No Rollups configured
What goes wrong: Companies database does not show open pipeline per account. Contacts do not inherit company lifecycle. Sales team manually computes 'how much pipeline at this account?' every week. Reporting becomes guesswork — pipeline misses by 20-40%.
How to avoid: Add Rollups for Open Pipeline (Sum of Value), Total Won (Sum where stage = Won), Deal Count (Count All), Last Activity Date (Latest from Activities). These are the math.
Stage labels that everyone interprets differently
What goes wrong: Reps interpret 'Qualified' differently — one rep counts a single discovery call, another waits for budget confirmation. Forecast comparing across reps is meaningless. Lost forecasting fidelity: $30-100K of wrong decisions per quarter.
How to avoid: Define each stage with a checklist in a 'Pipeline Definitions' page. 'Qualified' = budget confirmed + decision maker named + timeline known. Drill this into the team monthly.
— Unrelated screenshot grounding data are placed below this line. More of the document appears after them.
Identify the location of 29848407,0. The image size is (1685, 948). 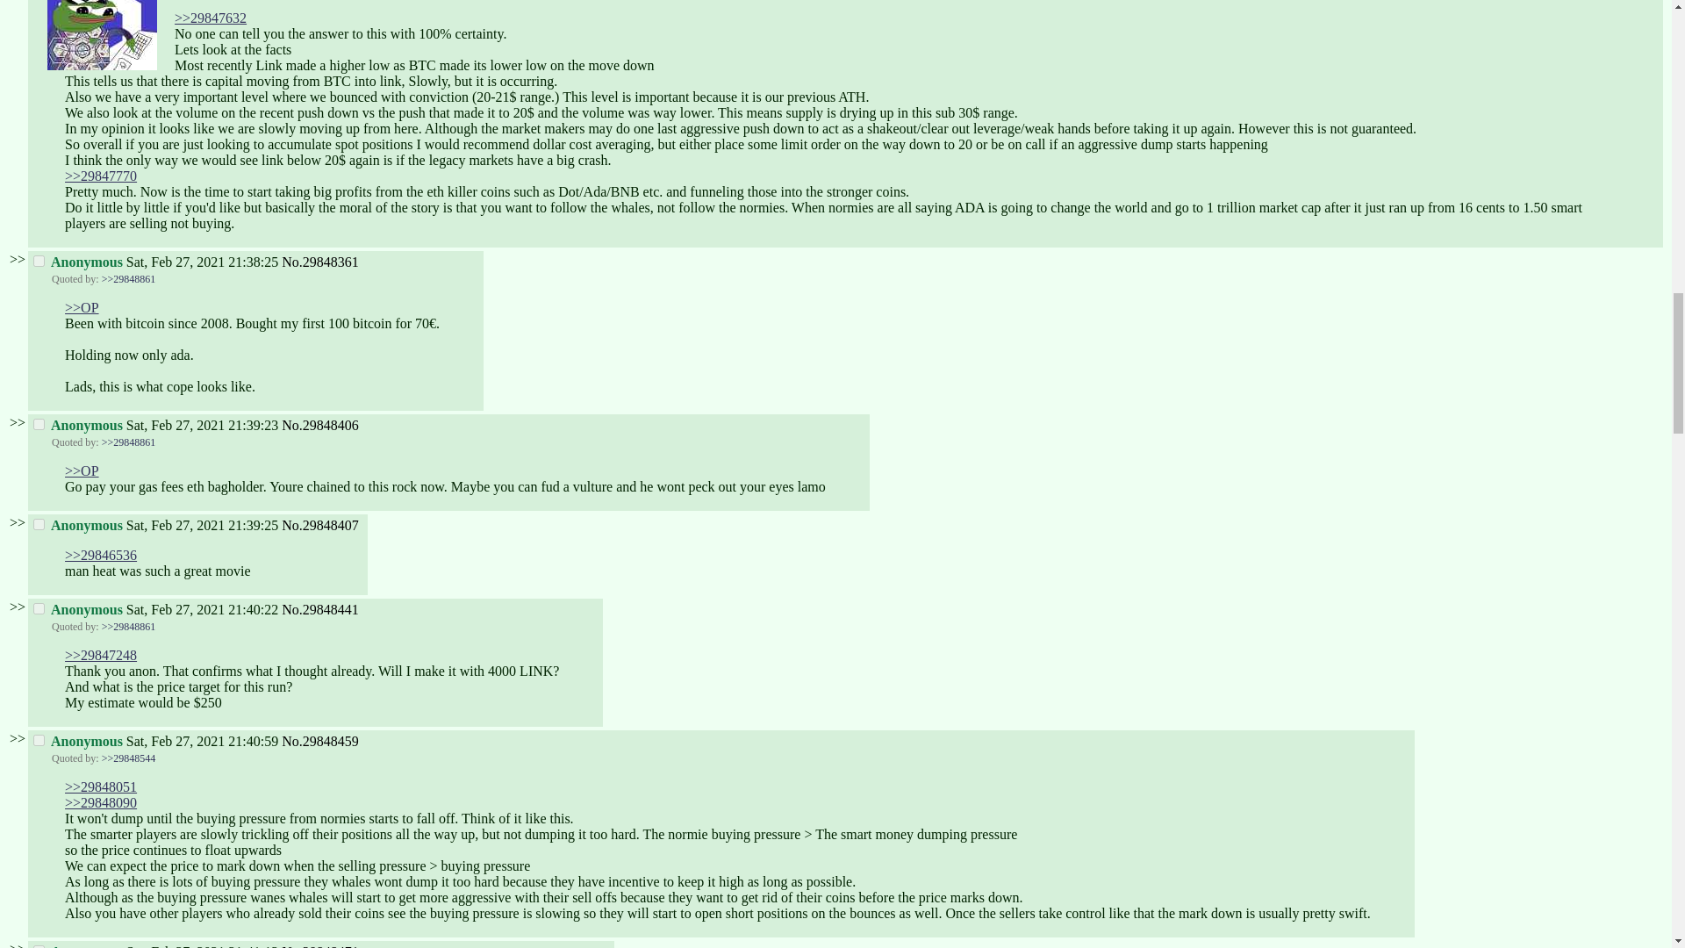
(39, 523).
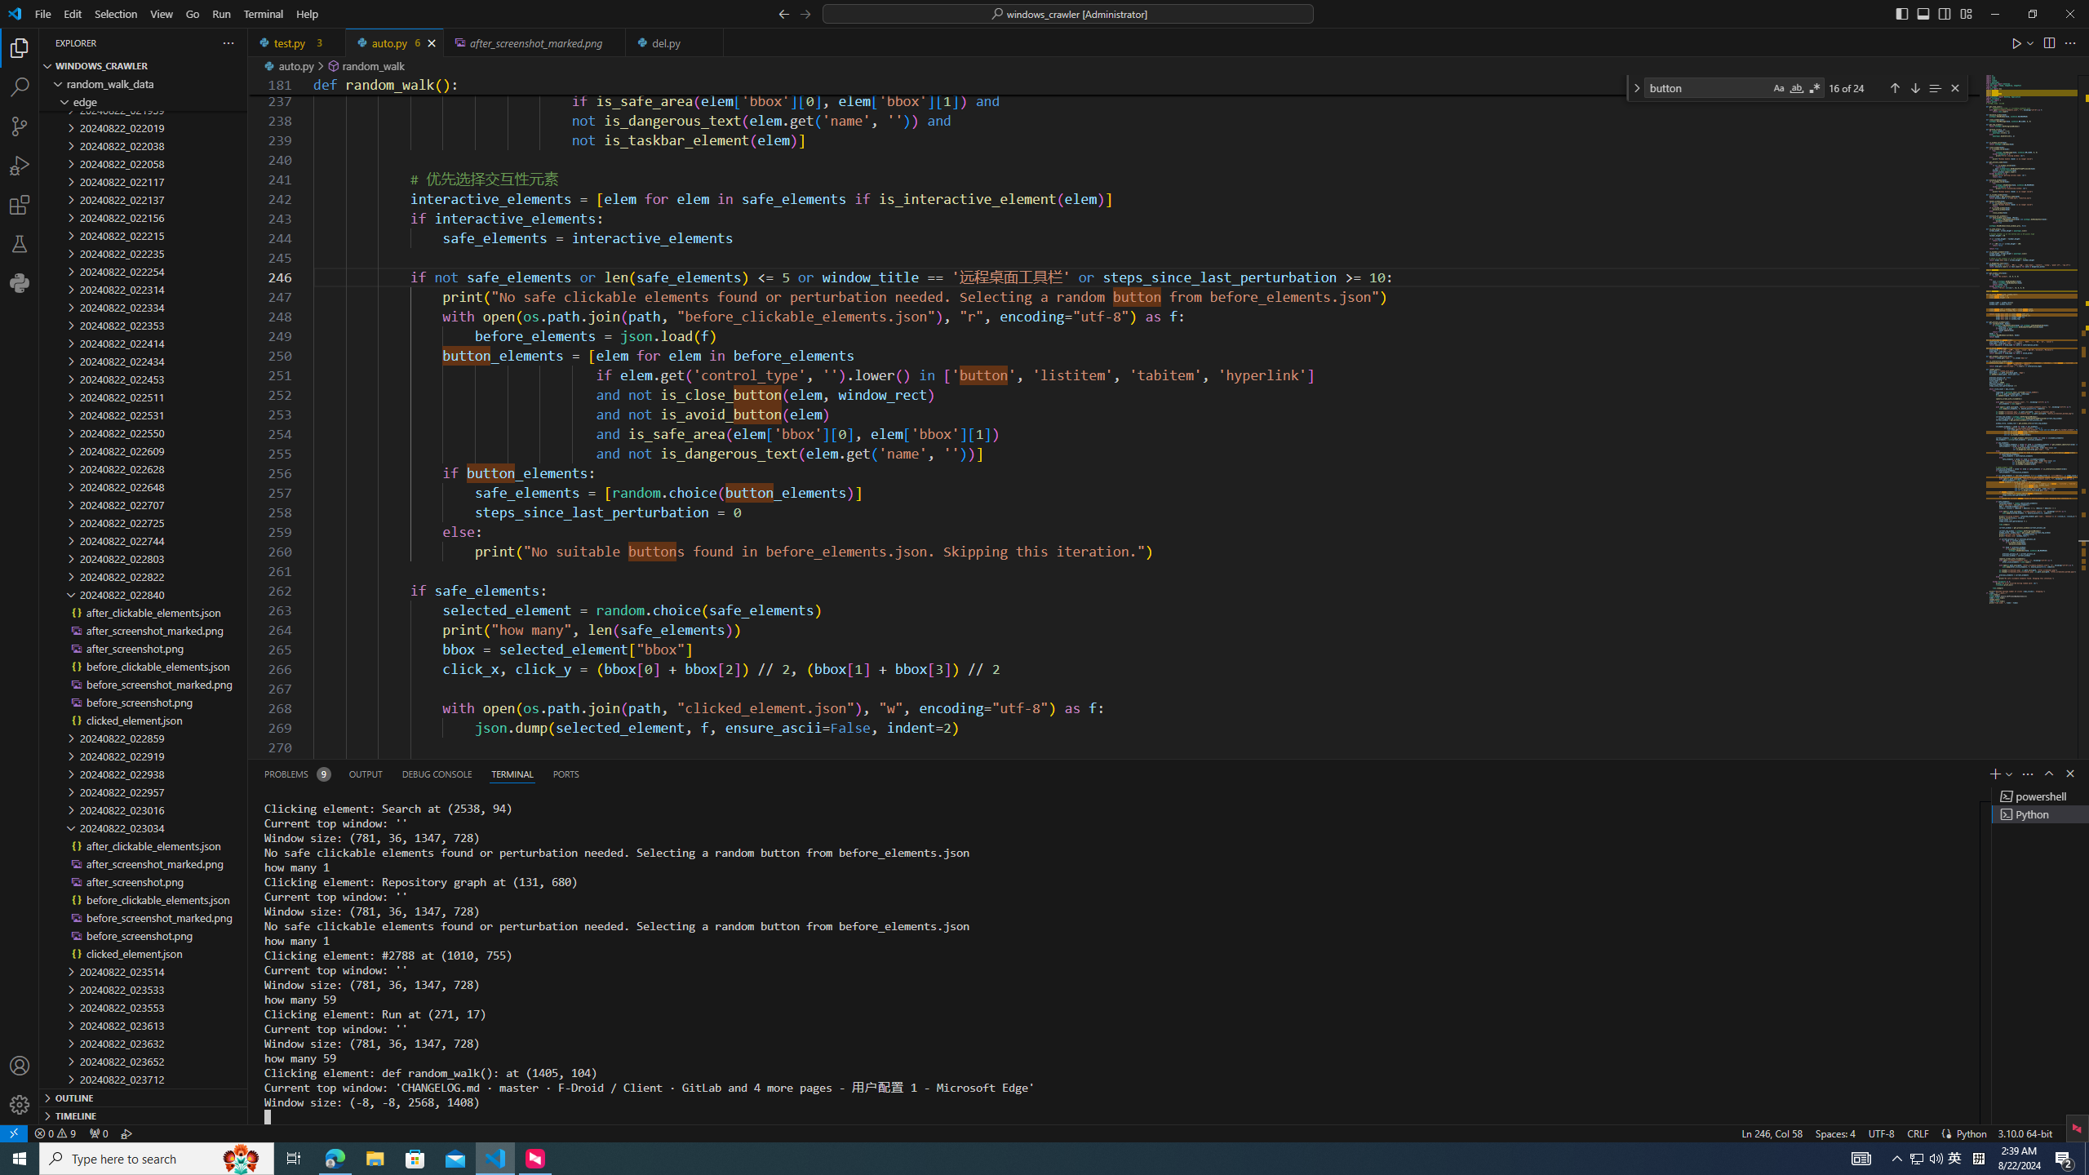 The width and height of the screenshot is (2089, 1175). I want to click on Split Editor Right (Ctrl+\) [Alt] Split Editor Down, so click(2049, 42).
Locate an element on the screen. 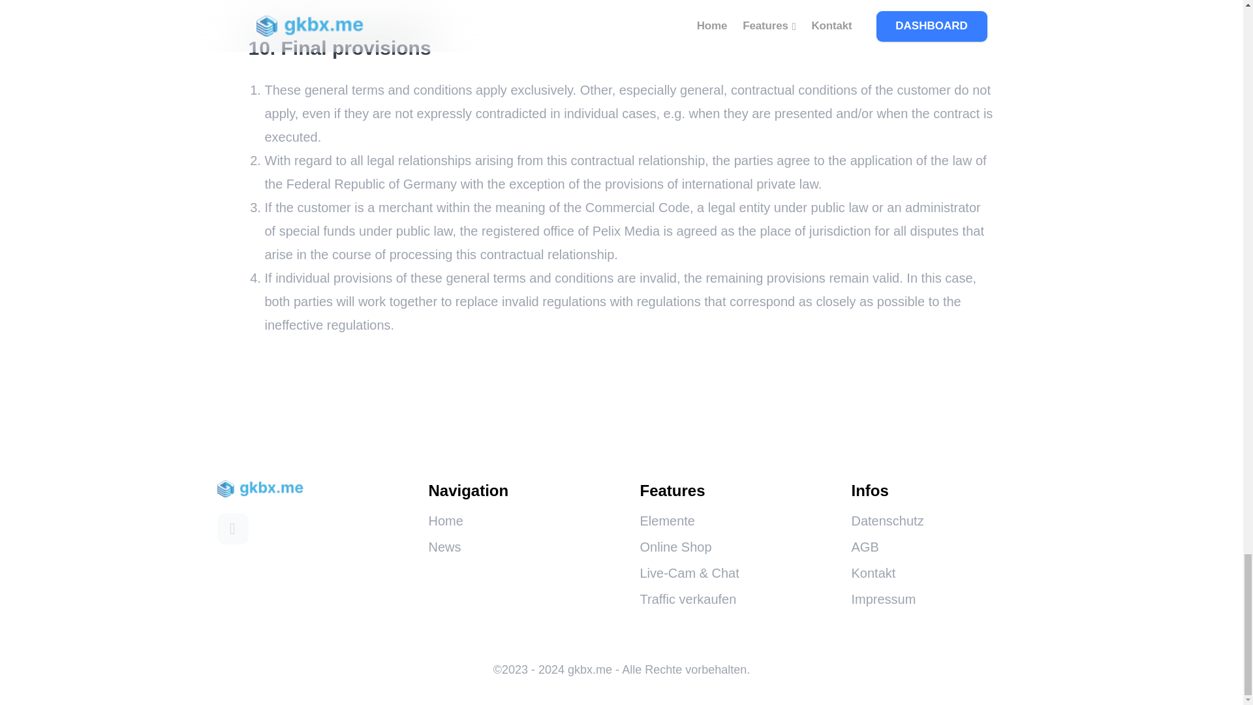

No Closed Lost Reason field
What goes wrong: Half the deals die and nobody knows why. Marketing keeps generating the wrong leads, product never hears the recurring objection, sales keeps re-running the same lost demo. Lost ARR from blind loss patterns: $50-200K/yr.
How to avoid: Add Closed Lost Reason (Select: Budget / Timing / Competitor / Feature gap / No decision / Bad fit). Require it before moving a deal to Closed Lost. Review monthly with marketing + product.
Activities logged at end of week from memory
What goes wrong: Last Activity Date is wrong by days. 'Deals with no activity in 14 days' view misses real cases. Pipeline rot goes undetected until a $20-40K deal slips entirely.
How to avoid: Log activities at the moment they happen. Use the Notion mobile app between meetings, or create a quick-capture button on the Home page that pre-fills a new Activity row.
Recap
Done — what's next
How to use Notion databases, relations, and rollups without breaking everything later
Read the next tutorial
Hand it off
Notion CRM is a great early-stage choice and a real liability once you outgrow it. A specialist will build the database structure, wire relations and rollups correctly, configure pipeline views, set up the activity log, and — most valuably — tell you honestly whether to stay in Notion or migrate to HubSpot now. One-shot builds run $300-600; migration projects run $800-2,000 at $14-16/hr.
See specialist rates
Migrate when ANY of these hits: (1) 150+ active deals at once, (2) 5+ active salespeople, (3) you need email tracking / sequences natively in the CRM, (4) you need mobile-first sales rep UX. Below those thresholds, Notion is fine. Above any one, the productivity loss of staying exceeds the migration cost.
No, not natively. You can paste email content as Notes on a Deal page, or use Zapier to log emails as Activities, but there is no native open/click tracking. If email tracking is a daily-driver for your team, this is the signal to use a real CRM instead.
Export from HubSpot / Pipedrive / Salesforce as CSV. Import order matters: Companies first, then Contacts (link to Companies), then Deals (link to Companies + Contacts), then Activities (link to Deals + Contacts). Notion database → '...' menu → Import → Merge with CSV. Verify 10 rows before confirming. Standardize company names BEFORE import — 'Acme Corp' and 'Acme Corporation' will create duplicates.
Yes, for low volumes. Add an MRR or ARR property (Number, currency formatted) on Companies or Customers (a separate database for closed accounts). Use Rollups to sum across the Companies database for total MRR. But: if you have a real subscription business with churn, expansions, and contractions, you need Stripe + a real revenue tool — not Notion.
On Deals, add a multi-Relation property called 'Stakeholders' → Contacts. Tag everyone involved (Champion, Decision Maker, Influencer, Blocker). On Contacts, add a Select 'Stakeholder Role' to label each one. For enterprise deals with 4-6 stakeholders, this map is critical.